Mr Leftheris and his married daughter, Natasha, mother of Dimitra
'Our' band - The Spyros Samaras Philharmonic Society of Ano Korakiana - leaves from Corfu town via Igoumenitsa on Friday morning to play in Thessaloniki. The village will be missing its young for a weekend. There was bustle in the bandroom above the clinic last night and yesterday morning Natasha, the Leftheri’s daughter, was polishing her daughter Dimitra’s helmet in preparation for the journey.
The shutters we bought are installed but for one problem. Alan had suggested they’d fit better if the hinge straps were bent back straight. When he did it on one of the jambs with a sturdy wrench it worked fine. When I did it the hinge socket broke its weld.
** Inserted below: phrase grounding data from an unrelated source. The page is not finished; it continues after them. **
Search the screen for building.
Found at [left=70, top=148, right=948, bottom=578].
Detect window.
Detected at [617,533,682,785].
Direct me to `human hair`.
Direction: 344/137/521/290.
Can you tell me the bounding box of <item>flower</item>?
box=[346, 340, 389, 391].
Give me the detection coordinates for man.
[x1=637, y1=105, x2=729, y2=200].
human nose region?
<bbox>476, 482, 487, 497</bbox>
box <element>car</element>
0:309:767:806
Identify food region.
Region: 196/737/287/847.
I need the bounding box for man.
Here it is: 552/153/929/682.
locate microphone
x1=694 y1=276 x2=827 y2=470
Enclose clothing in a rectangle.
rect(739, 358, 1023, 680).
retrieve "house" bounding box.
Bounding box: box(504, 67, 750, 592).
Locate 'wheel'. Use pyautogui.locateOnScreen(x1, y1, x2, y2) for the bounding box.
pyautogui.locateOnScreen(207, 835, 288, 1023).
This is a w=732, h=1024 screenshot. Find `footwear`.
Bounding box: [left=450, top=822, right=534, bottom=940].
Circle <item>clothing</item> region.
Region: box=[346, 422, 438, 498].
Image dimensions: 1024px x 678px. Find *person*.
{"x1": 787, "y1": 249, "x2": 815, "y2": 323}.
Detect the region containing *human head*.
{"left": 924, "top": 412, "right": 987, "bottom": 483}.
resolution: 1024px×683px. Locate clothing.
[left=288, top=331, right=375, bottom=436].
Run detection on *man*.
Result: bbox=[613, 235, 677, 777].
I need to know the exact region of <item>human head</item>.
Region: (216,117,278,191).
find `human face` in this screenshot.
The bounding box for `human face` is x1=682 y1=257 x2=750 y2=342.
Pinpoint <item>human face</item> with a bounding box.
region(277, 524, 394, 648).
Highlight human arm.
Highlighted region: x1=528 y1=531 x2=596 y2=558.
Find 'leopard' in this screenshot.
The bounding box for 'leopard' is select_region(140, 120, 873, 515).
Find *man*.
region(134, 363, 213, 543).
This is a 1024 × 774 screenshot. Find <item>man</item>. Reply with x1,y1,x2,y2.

“No no no no! Why me?” I plead. I get out my mobile…“Alan?” (plaintive phone call and explanation) “Bring it over and I’ll weld it back for you. Simple.” “Thank you Alan – so much”. This heartfelt gratitude for another's abilities I lack, so reminds me of my exchanges with my stepfather and with those friends I have who can do joinery, plumbing, welding, electrics, plastering, roofing and - just name it – craftsmanship, manual skill – sometimes demeaningly recommended for those not 'suitable' for the professions or for academic work. Twaddle on stilts. Yet installed in popular assumption like the ‘tradesman’s entrance’ on houses, a bizarre turn in our mental archaeology, though by no means original - consider the long fingernails of the mandarins to show they didn't work with their hands. Pathetic. How I envy the talents of carpenters and farmers and admire myself when I achieve something that at least approximates their craft – like the cypress floor we’ve restored here, the banisters and - until I broke the hinge - hanging these shutters – and I haven’t even mentioned knitting, sewing, embroidery, weaving, more skills that should be part and parcel of being educated along with reading, writing, keyboarding , drawing, painting and making music. I found Alan at the bottom of his rambling garden working amid organised chaos - one of his favourite ideas.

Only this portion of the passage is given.